Ismail al-Iskandarani has been detained solely for exercising his right to freedom of expression and should never have been arrested in the first place.
Najia Bounaim, North Africa Campaigns Director at Amnesty International.
The Egyptian authorities should immediately and unconditionally release a journalist and prisoner of conscience who, as of today, has spent two full years in pre-trial detention for his reporting, said Amnesty International.
Ismail al-Iskandrani is one of the few Egyptian journalists who continued to report critically on military operations in North Sinai despite authorities attempting to impose a blackout in the region. Under Egyptian law, two years is the maximum anyone can be held in pre-trial detention, which in itself raises serious human rights concerns.
“Ismail al-Iskandarani has been detained solely for exercising his right to freedom of expression and should never have been arrested in the first place. The judges reviewing his pre-trial detention would be flouting Egyptian and international law if they extend his unjust detention any further,” said Najia Bounaim, North Africa Campaigns Director at Amnesty International.
“The detention of Ismail al-Iskandrani is an illustration of the repressive media blackout imposed in North Sinai, where journalists and researchers face threats and intimidation for daring to uncover the reality of what is happening on the ground. Egyptian authorities have done their utmost to conceal violations by security forces from scrutiny by the press and rights groups.”
On 29 November 2015, the National Security Agency of the Ministry of Interior arrested Ismail al-Iskandrani at Hurghada airport upon his return from Berlin. Police officers interrogated him about his trips to different countries and searched his laptop.
The Supreme State Security Prosecution interrogated him on 1 December 2015 about his views on the political situation in Egypt, particularly developments in North Sinai, and searched his social media accounts, emails and laptop. Prosecutors ordered his detention on charges of “belonging to a banned group”, the Muslim Brotherhood, and “publishing false information and news”.
Lawyer Mohamed Eissa from the Egyptian Centre for Economic and Social Rights, who attended all interrogation sessions with al-Iskandrani, told Amnesty International that prosecutors have failed to present any evidence that could justify his detention, other than his political views and journalistic work.
Attack on independent journalism
Al-Iskandrani’s investigative journalism – for online newspapers such as Mada Masr and Assafir Al Arabi – frequently focused on the ongoing armed confrontations between security forces and armed groups in North Sinai, and the impact of political violence on residents and members of security forces.
Amnesty International believes his journalistic work covering developments in Sinai is the only reason for his detention.
The military has tightly controlled all reporting on its operations against the insurgency in North Sinai by denying access to independent journalists.
Background
At least 25 journalists are currently imprisoned in Egypt for doing their legitimate work. Between January and May 2017, courts sentenced at least 16 journalists to between three months and five years in prison on charges related solely to their writing, including defamation or publication of “false information”.
Egypt’s Code of Criminal Procedure states that no one, under any circumstances, should remain in pre-trial detention without conviction beyond two years. According to international standards, pre-trial detention should be a last resort and it should not exceed a reasonable duration -.
The Egyptian authorities routinely use prolonged pre-trial detention, often exceeding the two-year legal limit, as a means of punishing dissidents.
In October, a judge renewed the pre-trial detention of human rights defender Hisham Gaafar, even though he had been detained for more than two years.
Photojournalist Mahmoud Abu Zeid, known as Shawkan, had spent more than two years in pre-trial detention when his trial on a range of spurious charges started in 2016. Since then, he has remained detained for the additional two years of his trial, alongside 738 defendants, without conviction.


◆ **PROBLEM STATEMENT**: Retype all of the data exactly as given.

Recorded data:
######

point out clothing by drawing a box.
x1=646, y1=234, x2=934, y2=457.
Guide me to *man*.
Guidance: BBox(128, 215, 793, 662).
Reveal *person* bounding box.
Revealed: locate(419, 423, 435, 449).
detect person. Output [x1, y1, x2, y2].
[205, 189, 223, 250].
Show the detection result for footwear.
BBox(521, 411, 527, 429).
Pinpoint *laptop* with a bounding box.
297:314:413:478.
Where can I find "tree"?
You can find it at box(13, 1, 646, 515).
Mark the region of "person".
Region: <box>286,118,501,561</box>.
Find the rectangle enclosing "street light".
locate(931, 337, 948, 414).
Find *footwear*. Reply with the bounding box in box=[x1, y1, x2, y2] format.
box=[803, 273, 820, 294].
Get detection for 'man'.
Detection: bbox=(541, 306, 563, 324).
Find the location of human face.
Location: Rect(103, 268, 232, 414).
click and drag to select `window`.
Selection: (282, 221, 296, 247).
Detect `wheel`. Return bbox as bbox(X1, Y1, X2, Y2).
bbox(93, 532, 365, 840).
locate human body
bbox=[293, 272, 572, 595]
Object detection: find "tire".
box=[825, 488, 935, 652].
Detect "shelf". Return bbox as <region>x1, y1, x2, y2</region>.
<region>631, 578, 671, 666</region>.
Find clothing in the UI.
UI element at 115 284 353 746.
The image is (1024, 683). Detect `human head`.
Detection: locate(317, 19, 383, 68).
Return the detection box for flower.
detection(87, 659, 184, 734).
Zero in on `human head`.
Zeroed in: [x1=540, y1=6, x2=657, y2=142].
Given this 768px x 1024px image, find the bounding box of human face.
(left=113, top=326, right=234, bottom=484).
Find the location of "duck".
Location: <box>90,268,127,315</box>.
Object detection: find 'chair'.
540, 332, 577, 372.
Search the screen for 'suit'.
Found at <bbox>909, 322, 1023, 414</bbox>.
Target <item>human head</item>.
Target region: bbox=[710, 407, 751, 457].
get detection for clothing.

######

◆ **WRITTEN ANSWER**:
point out clothing by drawing a box.
x1=646, y1=234, x2=934, y2=457.
Guide me to *man*.
Guidance: BBox(128, 215, 793, 662).
Reveal *person* bounding box.
Revealed: locate(419, 423, 435, 449).
detect person. Output [x1, y1, x2, y2].
[205, 189, 223, 250].
Show the detection result for footwear.
BBox(521, 411, 527, 429).
Pinpoint *laptop* with a bounding box.
297:314:413:478.
Where can I find "tree"?
You can find it at box(13, 1, 646, 515).
Mark the region of "person".
Region: <box>286,118,501,561</box>.
Find the rectangle enclosing "street light".
locate(931, 337, 948, 414).
Find *footwear*. Reply with the bounding box in box=[x1, y1, x2, y2] format.
box=[803, 273, 820, 294].
Get detection for 'man'.
Detection: bbox=(541, 306, 563, 324).
Find the location of human face.
Location: Rect(103, 268, 232, 414).
click and drag to select `window`.
Selection: (282, 221, 296, 247).
Detect `wheel`. Return bbox as bbox(X1, Y1, X2, Y2).
bbox(93, 532, 365, 840).
locate human body
bbox=[293, 272, 572, 595]
Object detection: find "tire".
box=[825, 488, 935, 652].
Detect "shelf". Return bbox as <region>x1, y1, x2, y2</region>.
<region>631, 578, 671, 666</region>.
Find clothing in the UI.
UI element at 115 284 353 746.
The image is (1024, 683). Detect `human head`.
Detection: locate(317, 19, 383, 68).
Return the detection box for flower.
detection(87, 659, 184, 734).
Zero in on `human head`.
Zeroed in: [x1=540, y1=6, x2=657, y2=142].
Given this 768px x 1024px image, find the bounding box of human face.
(left=113, top=326, right=234, bottom=484).
Find the location of "duck".
Location: <box>90,268,127,315</box>.
Object detection: find 'chair'.
540, 332, 577, 372.
Search the screen for 'suit'.
Found at <bbox>909, 322, 1023, 414</bbox>.
Target <item>human head</item>.
Target region: bbox=[710, 407, 751, 457].
get detection for clothing.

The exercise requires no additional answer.